We develop a continuous-time general equilibrium framework for economies with a heterogeneous population -- modeled as a continuum -- that repeatedly optimizes over short horizons under relative-income (Duesenberry-type) criteria. The cross-section evolves through a Brownian flow on a type space, transporting an effective impatience field that captures time variation in preferences induced by demographic changes, aging, and broader social shifts. We establish three main results. First, we prove an optimal consumption--investment theorem for infinite heterogeneous populations in this Brownian-flow setting. Second, we define a \emph{short-horizon Duesenberry equilibrium} -- a sequential-trading (Radner-type) equilibrium in which agents repeatedly solve vanishing-horizon problems under a relative-income criterion -- and provide a complete characterization and existence proof under mild regularity conditions; notably, market completeness and absence of (state-tame) arbitrage emerge endogenously from the market clearing, rather than being imposed as hypotheses.

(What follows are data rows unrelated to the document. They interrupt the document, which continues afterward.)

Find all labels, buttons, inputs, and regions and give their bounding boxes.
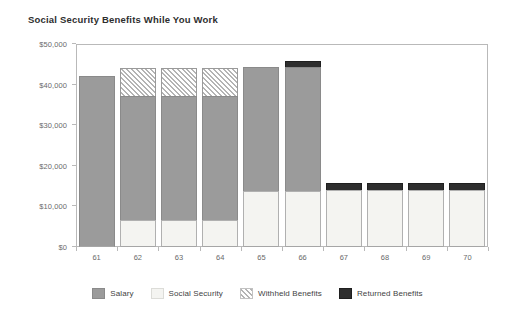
bar-age-64[interactable] (202, 68, 238, 247)
legend-item-social-security[interactable]: Social Security (151, 288, 223, 299)
bar-segment-social-security (161, 220, 197, 247)
y-axis-tick-mark (72, 205, 76, 206)
x-axis-tick-mark (158, 247, 159, 251)
bar-segment-salary (120, 96, 156, 220)
bar-age-66[interactable] (285, 61, 321, 247)
bar-segment-salary (161, 96, 197, 220)
x-axis-tick-mark (488, 247, 489, 251)
y-axis-tick-label: $50,000 (39, 40, 67, 49)
bar-segment-salary (285, 67, 321, 191)
x-axis-tick-label-68: 68 (381, 253, 389, 262)
y-axis-tick-label: $10,000 (39, 202, 67, 211)
bar-segment-returned-benefits (326, 183, 362, 190)
x-axis-tick-mark (282, 247, 283, 251)
y-axis-tick-mark (72, 43, 76, 44)
bar-segment-social-security (285, 191, 321, 247)
chart-legend: SalarySocial SecurityWithheld BenefitsRe… (0, 288, 515, 299)
legend-item-withheld-benefits[interactable]: Withheld Benefits (240, 288, 322, 299)
bar-age-63[interactable] (161, 68, 197, 247)
x-axis-tick-label-70: 70 (463, 253, 471, 262)
bar-segment-salary (243, 67, 279, 191)
bar-age-65[interactable] (243, 67, 279, 247)
legend-label: Social Security (169, 289, 223, 298)
x-axis-tick-mark (323, 247, 324, 251)
bar-age-67[interactable] (326, 183, 362, 247)
y-axis-tick-label: $0 (58, 243, 67, 252)
chart-card: Social Security Benefits While You Work … (0, 0, 515, 333)
bar-segment-salary (202, 96, 238, 220)
x-axis-tick-label-62: 62 (134, 253, 142, 262)
bar-age-70[interactable] (449, 183, 485, 247)
x-axis-tick-mark (117, 247, 118, 251)
x-axis-tick-mark (447, 247, 448, 251)
y-axis-tick-mark (72, 165, 76, 166)
y-axis-tick-label: $30,000 (39, 121, 67, 130)
bar-age-69[interactable] (408, 183, 444, 247)
bar-age-62[interactable] (120, 68, 156, 247)
x-axis-tick-label-65: 65 (257, 253, 265, 262)
bar-segment-social-security (243, 191, 279, 247)
y-axis-tick-mark (72, 84, 76, 85)
x-axis-tick-label-61: 61 (92, 253, 100, 262)
bar-segment-salary (79, 76, 115, 247)
x-axis-tick-label-67: 67 (340, 253, 348, 262)
returned-benefits-swatch (339, 288, 352, 299)
bar-age-61[interactable] (79, 76, 115, 247)
y-axis-tick-mark (72, 124, 76, 125)
x-axis-tick-mark (241, 247, 242, 251)
bar-segment-returned-benefits (367, 183, 403, 190)
bar-segment-withheld-benefits (202, 68, 238, 96)
x-axis-tick-label-69: 69 (422, 253, 430, 262)
bar-segment-social-security (202, 220, 238, 247)
bar-segment-social-security (326, 190, 362, 247)
legend-label: Salary (110, 289, 133, 298)
social-security-swatch (151, 288, 164, 299)
x-axis-tick-mark (406, 247, 407, 251)
bar-age-68[interactable] (367, 183, 403, 247)
bar-segment-social-security (408, 190, 444, 247)
legend-item-returned-benefits[interactable]: Returned Benefits (339, 288, 423, 299)
plot-area: $0$10,000$20,000$30,000$40,000$50,000 61… (76, 44, 488, 247)
x-axis-tick-label-64: 64 (216, 253, 224, 262)
bar-segment-social-security (120, 220, 156, 247)
x-axis-tick-label-66: 66 (298, 253, 306, 262)
y-axis-tick-label: $40,000 (39, 80, 67, 89)
x-axis-tick-label-63: 63 (175, 253, 183, 262)
bar-segment-social-security (449, 190, 485, 247)
x-axis-tick-mark (76, 247, 77, 251)
bar-segment-returned-benefits (449, 183, 485, 190)
x-axis-tick-mark (200, 247, 201, 251)
withheld-benefits-swatch (240, 288, 253, 299)
bar-segment-withheld-benefits (120, 68, 156, 96)
legend-item-salary[interactable]: Salary (92, 288, 133, 299)
legend-label: Returned Benefits (357, 289, 423, 298)
x-axis-tick-mark (364, 247, 365, 251)
legend-label: Withheld Benefits (258, 289, 322, 298)
salary-swatch (92, 288, 105, 299)
bar-segment-withheld-benefits (161, 68, 197, 96)
bar-segment-social-security (367, 190, 403, 247)
chart-title: Social Security Benefits While You Work (28, 14, 218, 25)
bar-segment-returned-benefits (408, 183, 444, 190)
y-axis-tick-label: $20,000 (39, 161, 67, 170)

Third, we derive sharp asset-pricing implications: in equilibrium, the market price of risk is pinned down by the volatility of aggregate \emph{total wealth} (financial plus human capital), implying that the equity premium is governed by the magnitudes and correlations of wealth and equity volatilities rather than by consumption volatility alone. This shifts the equity premium puzzle from an implausibly low consumption volatility to a question about the volatility of aggregate total wealth. The framework delivers explicit decompositions of the risk-free rate that are consistent with macro-finance stylized facts. All equilibrium quantities are expressed in terms of market primitives.

Suggested Citation

  • Jaime Alberto Londo~no, 2026. "Short-horizon Duesenberry Equilibrium," Papers 2603.16108, arXiv.org, revised Mar 2026.